The Raspberry Pico W example shows the intended embedded deployment model:

  • initialize CYW43 WiFi
  • bring up Embassy networking
  • create a TCP socket pool
  • spawn the socket-pool runner
  • spawn several HTTP server workers

The example is in:

The current example uses these fixed-size resources:

  • SOCKETS = 5
  • HTTP_SERVER_WORKERS = 2
  • WORKER_MEMORY = 4096

That setup demonstrates the main idea of the crate: a device may keep more sockets open than the number of HTTP workers actively serving requests.

§Writing a Handler

Request handling is done by implementing http_handler::HttpHandler.

The important method is:

async fn handle_request(
    &mut self,
    allocator: &mut http_handler::HttpAllocator<'_>,
    request: &http_handler::HttpRequest<'_>,
    http_socket: &mut impl http_handler::HttpSocketWrite,
    context_id: usize,
) -> Result<http_handler::HttpResponse, http_handler::Error>

Handler inputs:

  • allocator: scratch allocator for request-scoped temporary data
  • request: parsed HTTP request
  • http_socket: response sink used by HttpResponseBuilder
  • context_id: worker id, useful for diagnostics and per-worker behavior

The parsed request currently exposes:

  • method
  • path
  • version
  • headers
  • body

With the ws feature enabled, WebSocket upgrade information is also recognized and routed through handle_websocket_connection.

§Building Responses

Responses are streamed in stages.
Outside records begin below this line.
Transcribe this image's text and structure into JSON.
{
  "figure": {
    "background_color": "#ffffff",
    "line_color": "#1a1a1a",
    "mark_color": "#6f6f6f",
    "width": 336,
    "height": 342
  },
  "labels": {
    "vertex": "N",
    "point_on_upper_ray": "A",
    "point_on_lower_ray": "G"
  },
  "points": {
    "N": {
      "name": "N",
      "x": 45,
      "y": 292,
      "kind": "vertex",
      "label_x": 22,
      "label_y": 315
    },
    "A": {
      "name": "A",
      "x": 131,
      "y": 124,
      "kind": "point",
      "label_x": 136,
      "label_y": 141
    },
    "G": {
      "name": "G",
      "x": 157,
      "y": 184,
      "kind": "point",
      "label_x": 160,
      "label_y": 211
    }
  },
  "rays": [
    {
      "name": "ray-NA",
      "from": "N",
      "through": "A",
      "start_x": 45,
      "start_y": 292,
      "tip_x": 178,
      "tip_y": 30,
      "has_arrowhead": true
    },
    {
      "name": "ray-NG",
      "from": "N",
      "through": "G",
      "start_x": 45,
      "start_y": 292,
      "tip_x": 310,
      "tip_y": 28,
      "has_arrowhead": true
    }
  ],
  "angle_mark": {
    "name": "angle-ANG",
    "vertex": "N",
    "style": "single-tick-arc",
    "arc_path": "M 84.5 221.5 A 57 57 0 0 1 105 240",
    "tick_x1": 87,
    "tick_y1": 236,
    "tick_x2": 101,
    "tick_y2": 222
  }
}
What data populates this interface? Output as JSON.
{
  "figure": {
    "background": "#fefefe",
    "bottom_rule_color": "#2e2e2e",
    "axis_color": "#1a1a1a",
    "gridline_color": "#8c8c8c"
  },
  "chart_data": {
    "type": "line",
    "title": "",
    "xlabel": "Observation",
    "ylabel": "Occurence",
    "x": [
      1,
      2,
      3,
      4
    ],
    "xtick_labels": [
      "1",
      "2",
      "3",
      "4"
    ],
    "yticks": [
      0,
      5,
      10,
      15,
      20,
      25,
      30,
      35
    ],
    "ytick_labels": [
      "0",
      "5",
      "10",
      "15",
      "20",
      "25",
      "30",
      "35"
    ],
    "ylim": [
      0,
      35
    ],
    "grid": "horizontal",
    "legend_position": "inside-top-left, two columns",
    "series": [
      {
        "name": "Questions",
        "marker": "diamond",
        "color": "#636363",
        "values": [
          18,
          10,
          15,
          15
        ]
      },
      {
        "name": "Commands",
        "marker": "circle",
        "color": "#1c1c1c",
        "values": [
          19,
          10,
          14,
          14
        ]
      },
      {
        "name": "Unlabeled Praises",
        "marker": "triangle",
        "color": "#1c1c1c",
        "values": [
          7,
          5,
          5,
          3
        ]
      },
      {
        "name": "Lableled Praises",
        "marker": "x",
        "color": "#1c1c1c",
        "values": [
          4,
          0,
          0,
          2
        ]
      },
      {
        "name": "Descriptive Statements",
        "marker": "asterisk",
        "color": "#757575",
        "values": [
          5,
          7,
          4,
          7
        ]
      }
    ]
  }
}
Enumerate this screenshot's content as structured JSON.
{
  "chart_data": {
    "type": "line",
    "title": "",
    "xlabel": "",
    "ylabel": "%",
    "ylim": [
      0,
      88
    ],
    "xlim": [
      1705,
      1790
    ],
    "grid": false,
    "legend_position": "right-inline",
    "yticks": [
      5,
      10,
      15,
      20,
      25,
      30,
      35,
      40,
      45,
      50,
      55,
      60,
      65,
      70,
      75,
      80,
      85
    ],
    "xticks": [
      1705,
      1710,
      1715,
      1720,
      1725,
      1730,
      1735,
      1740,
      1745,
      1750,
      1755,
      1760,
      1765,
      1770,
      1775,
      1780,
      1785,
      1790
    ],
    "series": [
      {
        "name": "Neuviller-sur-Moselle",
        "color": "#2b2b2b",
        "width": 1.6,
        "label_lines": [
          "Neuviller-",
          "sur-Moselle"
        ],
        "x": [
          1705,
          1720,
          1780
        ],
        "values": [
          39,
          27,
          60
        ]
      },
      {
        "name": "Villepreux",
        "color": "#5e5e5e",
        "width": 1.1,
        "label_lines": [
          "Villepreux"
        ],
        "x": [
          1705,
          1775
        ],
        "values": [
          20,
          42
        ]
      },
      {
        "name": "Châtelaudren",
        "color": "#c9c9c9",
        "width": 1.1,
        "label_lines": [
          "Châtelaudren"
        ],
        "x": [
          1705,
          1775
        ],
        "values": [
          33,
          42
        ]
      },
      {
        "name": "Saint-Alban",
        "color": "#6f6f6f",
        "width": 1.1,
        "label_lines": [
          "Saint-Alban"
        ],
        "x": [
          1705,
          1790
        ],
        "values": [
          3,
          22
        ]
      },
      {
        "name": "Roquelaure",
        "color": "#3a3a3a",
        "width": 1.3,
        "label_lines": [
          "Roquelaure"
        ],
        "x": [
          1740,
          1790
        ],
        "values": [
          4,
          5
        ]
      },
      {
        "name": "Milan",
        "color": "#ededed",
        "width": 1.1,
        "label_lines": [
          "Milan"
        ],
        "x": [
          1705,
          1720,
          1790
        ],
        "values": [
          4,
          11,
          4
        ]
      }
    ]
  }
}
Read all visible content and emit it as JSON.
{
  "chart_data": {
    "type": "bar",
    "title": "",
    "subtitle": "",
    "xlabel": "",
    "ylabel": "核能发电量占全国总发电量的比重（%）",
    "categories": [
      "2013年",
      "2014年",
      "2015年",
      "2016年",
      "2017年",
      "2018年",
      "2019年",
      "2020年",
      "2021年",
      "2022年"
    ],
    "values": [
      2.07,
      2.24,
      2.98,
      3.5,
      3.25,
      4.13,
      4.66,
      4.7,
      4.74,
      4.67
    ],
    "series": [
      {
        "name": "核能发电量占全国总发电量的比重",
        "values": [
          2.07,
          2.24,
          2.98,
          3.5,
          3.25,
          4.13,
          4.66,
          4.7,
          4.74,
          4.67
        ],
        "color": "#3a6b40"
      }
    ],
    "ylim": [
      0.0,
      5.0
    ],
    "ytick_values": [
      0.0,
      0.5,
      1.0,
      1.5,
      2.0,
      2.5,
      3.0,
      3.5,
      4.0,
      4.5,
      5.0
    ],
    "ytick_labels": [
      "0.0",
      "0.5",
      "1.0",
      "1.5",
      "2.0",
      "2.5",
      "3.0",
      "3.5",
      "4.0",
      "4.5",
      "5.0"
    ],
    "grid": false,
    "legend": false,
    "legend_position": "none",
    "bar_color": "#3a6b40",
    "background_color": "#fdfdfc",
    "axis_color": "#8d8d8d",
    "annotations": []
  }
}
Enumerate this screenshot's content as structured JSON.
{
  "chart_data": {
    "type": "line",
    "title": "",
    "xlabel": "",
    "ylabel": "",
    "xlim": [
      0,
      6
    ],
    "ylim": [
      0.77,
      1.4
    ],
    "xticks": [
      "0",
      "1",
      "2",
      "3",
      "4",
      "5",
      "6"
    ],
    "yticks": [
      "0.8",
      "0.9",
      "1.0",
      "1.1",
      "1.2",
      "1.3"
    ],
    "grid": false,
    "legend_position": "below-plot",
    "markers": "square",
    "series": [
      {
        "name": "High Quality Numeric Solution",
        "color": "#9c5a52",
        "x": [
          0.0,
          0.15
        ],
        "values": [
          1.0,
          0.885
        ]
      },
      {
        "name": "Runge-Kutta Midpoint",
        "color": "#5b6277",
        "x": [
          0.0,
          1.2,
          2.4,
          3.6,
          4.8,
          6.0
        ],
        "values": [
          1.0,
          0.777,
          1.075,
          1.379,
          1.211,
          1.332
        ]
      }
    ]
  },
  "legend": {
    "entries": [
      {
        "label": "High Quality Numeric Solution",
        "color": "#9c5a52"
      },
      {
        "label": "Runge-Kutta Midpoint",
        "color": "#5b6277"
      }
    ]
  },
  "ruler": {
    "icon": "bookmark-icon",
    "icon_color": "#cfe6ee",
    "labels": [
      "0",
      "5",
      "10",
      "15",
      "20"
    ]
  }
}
A typical flow is:

http_handler::HttpResponseBuilder::new(http_socket)
    .with_status(http_handler::StatusCode::Ok)
    .await?
    .with_header("Content-Type", "text/plain; charset=utf-8")
    .await?
    .with_body_from_str("hello")
    .await

The response builder supports:

  • status line construction
  • incremental header writing
  • fixed-size body writing from &str or &[u8]
  • chunked transfer encoding
  • convenience helpers for plain text, HTML, compressed pages, and preflight responses

§Timeouts

The server exposes:

let timeouts = server::ServerTimeouts::new(read_timeout_secs, handler_timeout_secs);

Current defaults are:

  • read timeout: 30s
  • handler timeout: 60s

§WebSocket Support

When the ws feature is enabled, Nanooctopus can detect WebSocket upgrade requests and hand the connection to:

handle_websocket_connection(...)

If you do not implement that method, incoming WebSocket connections are closed by default.

§Limitations

  • The library is currently centered on the HTTP server.
  • Server-side TLS termination is not provided by Nanooctopus itself.
  • On embedded targets, you are responsible for sizing socket buffers, worker count, and worker memory according to your traffic profile.
  • embassy_impl and tokio_impl cannot be enabled together.

§Demos

  • demos/rasberry_pico_w: Embassy + CYW43 + RP2040 + socket pool + multiple workers
  • demos/tokio_hello_world: minimal host-side Tokio server

§Development Notes

Nanooctopus is structured to make embedded development less painful:

  • the Tokio backend helps run handlers on a normal OS during development
  • the platform abstraction helps with host-side tests and emulators
  • the Embassy-oriented architecture stays close to the intended MCU deployment model

If you want to understand the current project state, start with the demos rather than older historical documentation.

§License

MIT

Modules§

http_handler
This module re-exports the main HTTP handling traits and types for easier access by users of the library.
server
HTTP server implementation and related types.
socket
This module contains the implementation of the abstract socket traits and utilities, providing a common interface for socket operations.